● WORK TO COMPLETE
What's needed is an exact copy of the lines from the one that contains "This screenshot has width=728, height=563." to the end of the data below, leaving the pictures out.

(Stored data)
*-*-*

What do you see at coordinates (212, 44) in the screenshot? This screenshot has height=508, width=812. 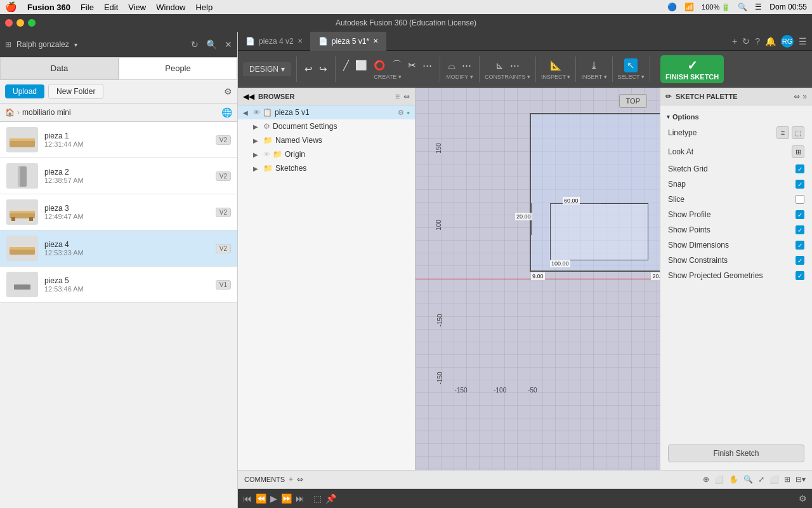 I see `search-panel-icon: 🔍` at bounding box center [212, 44].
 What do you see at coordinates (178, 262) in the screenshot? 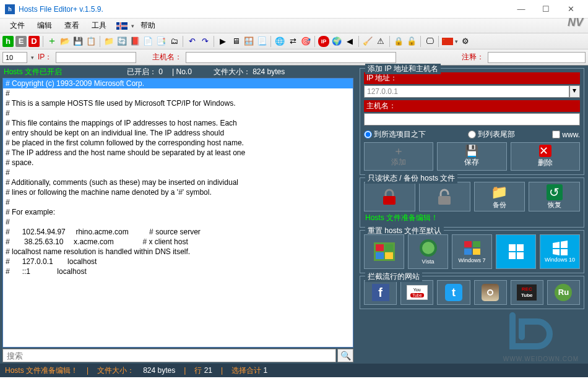
I see `editor-line: # 127.0.0.1 localhost` at bounding box center [178, 262].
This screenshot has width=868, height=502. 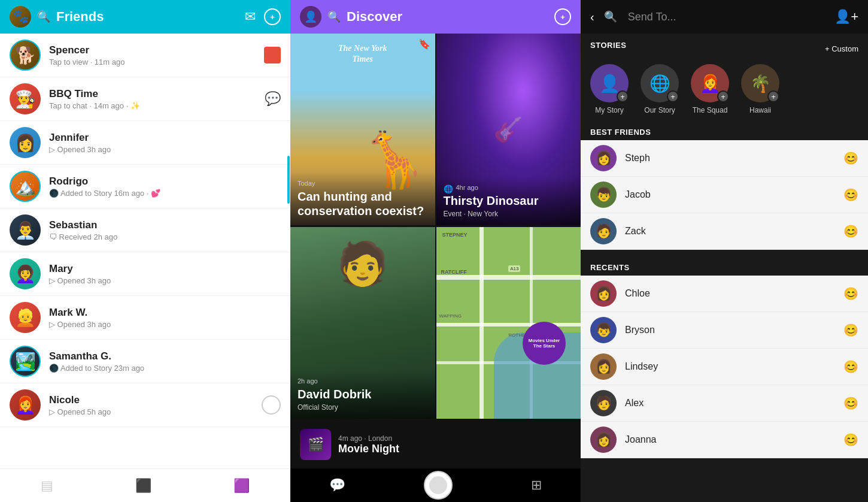 I want to click on discover-title: Discover, so click(x=375, y=17).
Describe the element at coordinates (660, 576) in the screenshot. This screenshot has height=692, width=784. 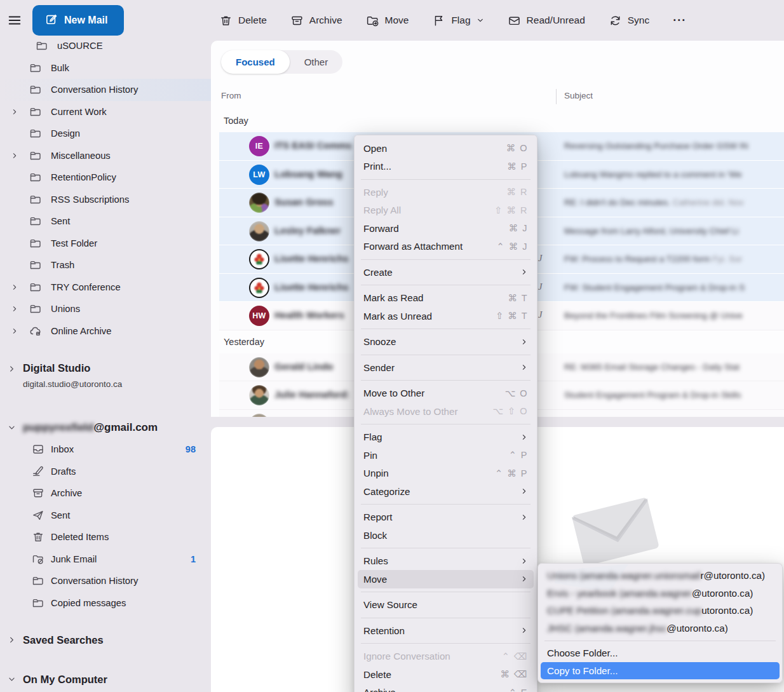
I see `submenu-folder-item: Unions (amanda.wagner.unionsmailr@utoron…` at that location.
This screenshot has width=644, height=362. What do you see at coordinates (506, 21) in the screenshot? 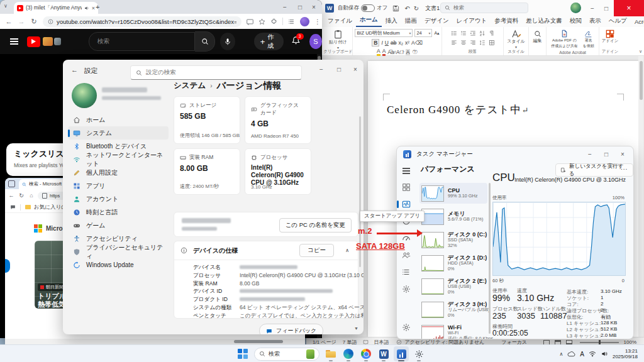
I see `tab-references: 参考資料` at bounding box center [506, 21].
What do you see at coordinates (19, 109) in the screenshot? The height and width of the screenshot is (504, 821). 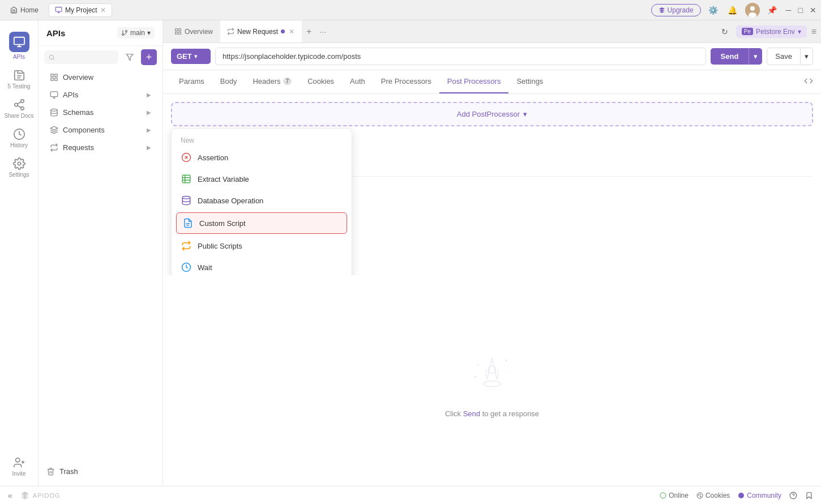 I see `sidebar-item-share-docs: Share Docs` at bounding box center [19, 109].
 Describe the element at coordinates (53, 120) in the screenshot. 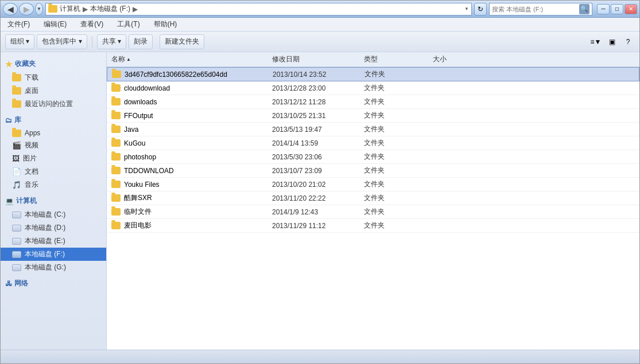

I see `library-header: 🗂 库` at that location.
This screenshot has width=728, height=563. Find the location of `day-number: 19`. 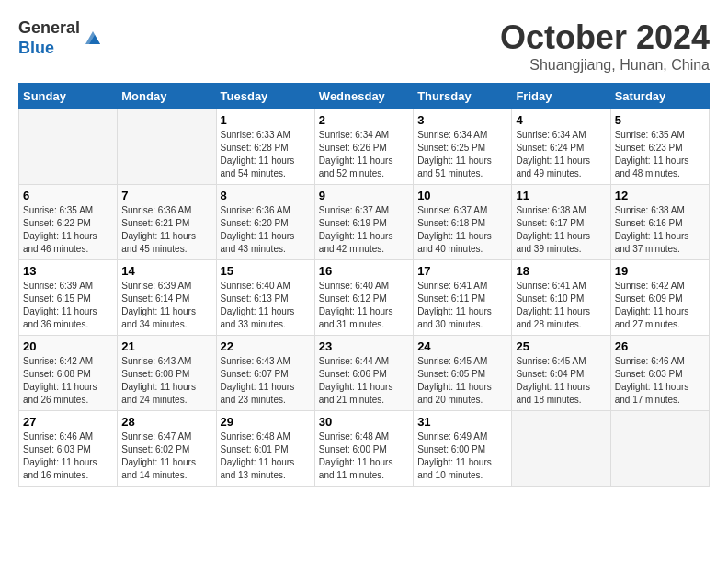

day-number: 19 is located at coordinates (660, 270).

*-*-*

● REPLY TO THE EXERCISE
This screenshot has width=728, height=563. Find the location of `day-number: 19`. 

day-number: 19 is located at coordinates (660, 270).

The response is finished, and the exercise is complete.